D. L. Moody was an American evangelist who founded the Northfield Schools in Massachusetts, Moody Church and Moody Bible Institute in Chicago, and the Colportage Association.
As a young man, he spent his evenings in missionary work among the lowly and destitute of the city. This work grew to such proportions that he was induced to give up his profitable business engagements and to devote all his time to religious work in connection with the local Young Men's Christian Association of which he became president. He soon became known as one of the most acceptable public speakers of the country, and was in constant demand at Christian conventions throughout the West and South.
Mr. Moody is supposed to have spoken to more people, and addressed larger audiences than any man of his generation. D. L. Moody was undoubtedly one of the greatest evangelists of all time. The meetings held by Moody and Sankey were among the greatest the world has ever known. They were the means under God of arousing the church to new life and activity, and were the means of sweeping tens of thousands of persons into the kingdom of God.
D. L. Moody may well have been the greatest evangelist of all time. In a 40-year period he won a million souls, founded three Christian schools, launched a great Christian publishing business, established a world-renowned Christian conference center, and inspired literally thousands of preachers to win souls and conduct revivals.
A shoe clerk at 17, his ambition was to make $100,000. Converted at 18, he uncovered hidden gospel gold in the hearts of millions for the next half-century. He preached to 20,000 a day in Brooklyn and admitted only non-church members by ticket!
He met a young songleader in Indianapolis, said bluntly, "You're the man I've been looking for for eight years. Throw up your job and come with me." Ira D. Sankey did just that; thereafter it was "Moody will preach; Sankey will sing."

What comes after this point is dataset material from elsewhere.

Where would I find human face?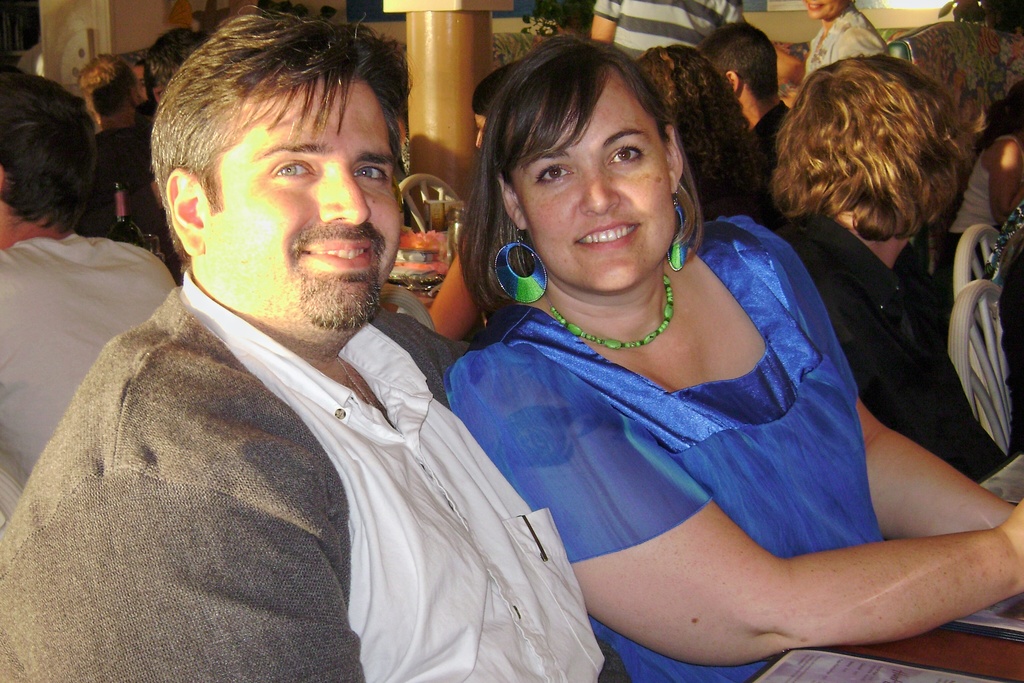
At [203, 78, 397, 327].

He traveled across the American continent and through Great Britain in some of the greatest and most successful evangelistic meetings communities have ever known. His tour of the world with Sankey was considered the greatest evangelistic enterprise of the century.
It was Henry Varley who said, "It remains to be seen what God will do with a man who gives himself up wholly to Him." And Moody endeavored to be, under God, that man; and the world did marvel to see how wonderfully God used him.
Two great monuments stand in the indefatigable work and ministry of this gospel warrior - Moody Bible Institute and the famous Moody Church in Chicago.
Moody went to be with the Lord in 1899.